The journos may have anticipated this in advance, when they read the bios, about what the officers may have done or where they'd been. The gulf between how the journos regard and market themselves, and their actual achievements, is a secret they can keep to themselves ... in imposter syndrome that might well inspire sympathy, in other circumstances ... except when they are confronted with the evidence, in the form of someone who is not the blow-dried empty suit they are. In the face of this, they project their fantasy image of themselves onto the military 'hero'. By sucking up, by making the general his buddy, he reassures himself that they are not so different, that they are of a kind, men among men, warriors who will make the hard calls, who will fight the good fights.
I see this dynamic play itself out not only with military officers, but with politicians who possess a certain demeanor. McCain is an obvious example. But he's not the only one who has cowed reporters by playing a kind of alpha-dog dominance game that works much like this one does. Its the mirror image of the right-wing war cheerleaders, the 'chairborne rangers' who imagine that it is they who are actually doing the fighting.
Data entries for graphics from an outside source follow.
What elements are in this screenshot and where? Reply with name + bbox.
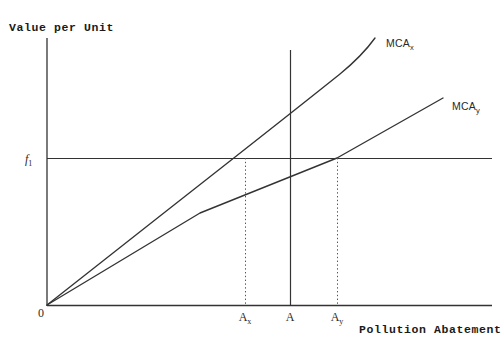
tick-label-ax-base: A [239, 310, 248, 324]
curve-label-mca-y-base: MCA [452, 100, 476, 112]
economics-diagram: Value per Unit Pollution Abatement MCAx … [0, 0, 503, 353]
tick-label-ay-base: A [331, 310, 340, 324]
tick-label-ax-subscript: x [247, 317, 251, 326]
curve-mca-y [47, 98, 443, 305]
tick-label-a: A [286, 311, 295, 323]
curve-label-mca-x-subscript: x [410, 43, 414, 52]
plot-canvas [0, 0, 503, 353]
tick-label-ax: Ax [239, 311, 252, 323]
curve-label-mca-y-subscript: y [476, 106, 480, 115]
x-axis-title: Pollution Abatement [359, 324, 502, 336]
curve-label-mca-x-base: MCA [386, 37, 410, 49]
tick-label-ay-subscript: y [339, 317, 343, 326]
price-level-label-subscript: 1 [28, 159, 32, 168]
y-axis-title: Value per Unit [9, 22, 114, 34]
origin-label: 0 [38, 307, 44, 319]
price-level-label-f1: f1 [25, 153, 32, 165]
curve-label-mca-x: MCAx [386, 38, 414, 49]
tick-label-a-base: A [286, 310, 295, 324]
tick-label-ay: Ay [331, 311, 344, 323]
curve-label-mca-y: MCAy [452, 101, 480, 112]
curve-mca-x [47, 38, 375, 305]
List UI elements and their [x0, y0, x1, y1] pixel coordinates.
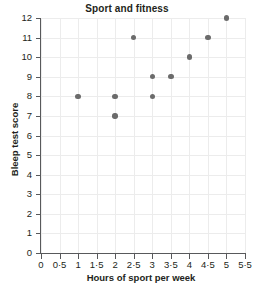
chart-title: Sport and fitness	[0, 3, 254, 14]
x-axis-line	[40, 253, 246, 254]
gridline-horizontal	[41, 233, 245, 234]
y-axis-tick	[36, 96, 41, 97]
y-axis-tick-label: 9	[8, 71, 32, 82]
gridline-horizontal	[41, 136, 245, 137]
gridline-horizontal	[41, 194, 245, 195]
plot-area	[41, 18, 245, 253]
gridline-horizontal	[41, 96, 245, 97]
y-axis-tick-label: 10	[8, 51, 32, 62]
y-axis-tick-label: 11	[8, 32, 32, 43]
y-axis-tick	[36, 116, 41, 117]
y-axis-tick-label: 7	[8, 110, 32, 121]
gridline-horizontal	[41, 77, 245, 78]
data-point	[224, 15, 229, 20]
data-point	[205, 35, 210, 40]
y-axis-tick	[36, 77, 41, 78]
y-axis-tick	[36, 38, 41, 39]
y-axis-tick	[36, 214, 41, 215]
y-axis-tick	[36, 155, 41, 156]
y-axis-tick-label: 12	[8, 12, 32, 23]
y-axis-tick	[36, 18, 41, 19]
data-point	[112, 113, 117, 118]
data-point	[168, 74, 173, 79]
gridline-vertical	[245, 18, 246, 253]
data-point	[112, 94, 117, 99]
gridline-horizontal	[41, 155, 245, 156]
y-axis-tick-label: 2	[8, 208, 32, 219]
data-point	[187, 54, 192, 59]
gridline-horizontal	[41, 18, 245, 19]
y-axis-tick	[36, 175, 41, 176]
y-axis-tick-label: 6	[8, 130, 32, 141]
x-axis-title: Hours of sport per week	[34, 272, 248, 283]
y-axis-tick-label: 3	[8, 188, 32, 199]
y-axis-tick	[36, 194, 41, 195]
gridline-horizontal	[41, 175, 245, 176]
x-axis-tick-label: 5·5	[230, 259, 254, 270]
data-point	[75, 94, 80, 99]
gridline-horizontal	[41, 38, 245, 39]
y-axis-tick-label: 0	[8, 247, 32, 258]
scatter-chart: Sport and fitness Bleep test score Hours…	[0, 0, 254, 290]
y-axis-tick-label: 4	[8, 169, 32, 180]
gridline-horizontal	[41, 57, 245, 58]
y-axis-tick	[36, 233, 41, 234]
y-axis-tick-label: 5	[8, 149, 32, 160]
gridline-horizontal	[41, 116, 245, 117]
y-axis-tick-label: 1	[8, 227, 32, 238]
y-axis-tick-label: 8	[8, 90, 32, 101]
y-axis-tick	[36, 136, 41, 137]
gridline-horizontal	[41, 214, 245, 215]
y-axis-tick	[36, 57, 41, 58]
data-point	[150, 94, 155, 99]
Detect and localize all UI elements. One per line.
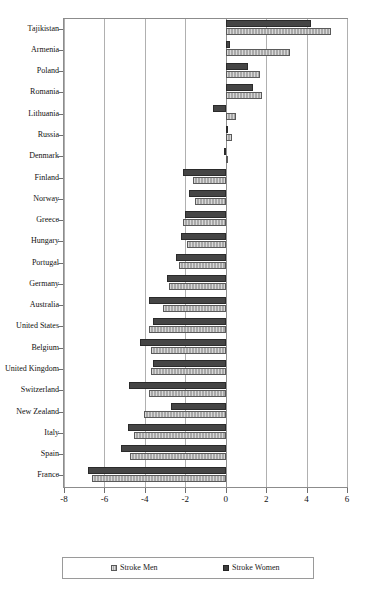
x-axis-label: -2 — [170, 494, 200, 505]
bar-stroke-women — [224, 148, 226, 155]
bar-stroke-men — [163, 305, 226, 312]
legend-swatch-stroke-men — [111, 565, 117, 571]
category-label: Armenia — [0, 45, 59, 54]
x-axis-tick — [64, 488, 65, 493]
x-axis-tick — [185, 488, 186, 493]
bar-row — [64, 274, 347, 295]
bar-stroke-men — [151, 347, 226, 354]
x-axis-tick — [266, 488, 267, 493]
category-tick — [58, 220, 63, 221]
bar-row — [64, 381, 347, 402]
bar-stroke-men — [226, 92, 262, 99]
bar-stroke-men — [144, 411, 226, 418]
legend-label-stroke-men: Stroke Men — [120, 563, 158, 573]
category-tick — [58, 475, 63, 476]
category-label: Germany — [0, 279, 59, 288]
category-label: Tajikistan — [0, 24, 59, 33]
category-tick — [58, 241, 63, 242]
category-label: France — [0, 470, 59, 479]
category-label: United Kingdom — [0, 364, 59, 373]
category-label: Italy — [0, 428, 59, 437]
x-axis-tick — [307, 488, 308, 493]
bar-stroke-men — [130, 453, 226, 460]
bar-stroke-men — [169, 283, 226, 290]
bar-stroke-men — [149, 390, 226, 397]
category-tick — [58, 135, 63, 136]
category-label: Russia — [0, 130, 59, 139]
bar-rows — [64, 19, 347, 487]
category-tick — [58, 326, 63, 327]
bar-stroke-women — [189, 190, 225, 197]
category-tick — [58, 284, 63, 285]
stroke-mortality-bar-chart: TajikistanArmeniaPolandRomaniaLithuaniaR… — [0, 0, 377, 590]
category-label: United States — [0, 321, 59, 330]
category-tick — [58, 369, 63, 370]
x-axis-tick — [145, 488, 146, 493]
bar-stroke-women — [88, 467, 225, 474]
x-axis-label: -4 — [130, 494, 160, 505]
bar-stroke-men — [226, 134, 232, 141]
bar-stroke-men — [195, 198, 225, 205]
category-tick — [58, 305, 63, 306]
bar-row — [64, 189, 347, 210]
category-label: Finland — [0, 173, 59, 182]
bar-stroke-men — [149, 326, 226, 333]
bar-stroke-men — [92, 475, 225, 482]
bar-stroke-men — [134, 432, 226, 439]
category-tick — [58, 263, 63, 264]
bar-stroke-women — [226, 20, 311, 27]
bar-stroke-women — [129, 382, 226, 389]
legend-entry-stroke-men: Stroke Men — [111, 563, 158, 573]
bar-row — [64, 168, 347, 189]
bar-row — [64, 83, 347, 104]
category-label: Portugal — [0, 258, 59, 267]
bar-stroke-women — [140, 339, 226, 346]
bar-stroke-women — [226, 63, 248, 70]
bar-row — [64, 402, 347, 423]
bar-row — [64, 338, 347, 359]
plot-area — [63, 18, 348, 488]
bar-stroke-men — [151, 368, 226, 375]
category-label: Spain — [0, 449, 59, 458]
bar-stroke-women — [153, 360, 226, 367]
bar-stroke-men — [226, 156, 228, 163]
bar-row — [64, 423, 347, 444]
category-label: Australia — [0, 300, 59, 309]
bar-row — [64, 317, 347, 338]
bar-stroke-women — [226, 41, 230, 48]
bar-row — [64, 210, 347, 231]
bar-row — [64, 232, 347, 253]
legend-swatch-stroke-women — [223, 565, 229, 571]
category-tick — [58, 178, 63, 179]
category-tick — [58, 156, 63, 157]
bar-stroke-men — [183, 219, 225, 226]
category-label: Norway — [0, 194, 59, 203]
bar-stroke-women — [183, 169, 225, 176]
category-tick — [58, 412, 63, 413]
bar-row — [64, 40, 347, 61]
x-axis-label: -8 — [49, 494, 79, 505]
bar-stroke-women — [226, 126, 228, 133]
bar-stroke-men — [179, 262, 225, 269]
bar-stroke-women — [213, 105, 226, 112]
category-tick — [58, 50, 63, 51]
bar-stroke-men — [226, 71, 260, 78]
bar-stroke-women — [185, 211, 225, 218]
bar-stroke-women — [149, 297, 226, 304]
category-tick — [58, 71, 63, 72]
bar-stroke-women — [121, 445, 226, 452]
category-tick — [58, 29, 63, 30]
bar-row — [64, 253, 347, 274]
bar-stroke-men — [226, 28, 331, 35]
bar-stroke-women — [153, 318, 226, 325]
x-axis-tick — [347, 488, 348, 493]
category-label: Lithuania — [0, 109, 59, 118]
gridline-6 — [347, 19, 348, 487]
category-tick — [58, 92, 63, 93]
x-axis-label: 6 — [332, 494, 362, 505]
category-tick — [58, 199, 63, 200]
category-label: New Zealand — [0, 407, 59, 416]
x-axis-tick — [226, 488, 227, 493]
bar-stroke-women — [167, 275, 226, 282]
category-tick — [58, 114, 63, 115]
They bask in reflected glory.
If only they understood that by simply doing the jobs we expect them to do, they would gain and deserve an even greater share of all that glory.
they're not underwater on their loans, they're not afraid of losing their jobs, they're not coping with a blown-off limb from an Iraq tour of duty. They're in their candy-coated bubble, their own little world, separate from ours
Damn, sounds pretty good.
Tell me, where can I join this 'media' thing?
First, Reilly is mindbuzzing me in church, and now you're parked next to me at the Sonic.
This place is getting very creepy.
And the diet coke isn't for the calories. I just happen to like the taste of chemicals. And I have some nails I need to melt by tomorrow.
It hasn't happened, don't worry.
There are some on here who are convinced that Joan Walsh, Alex Koppleman and others are part of some vast conspiracy to bring down Obama and that they will now unsheath their knives and do away with Glenn. That's all.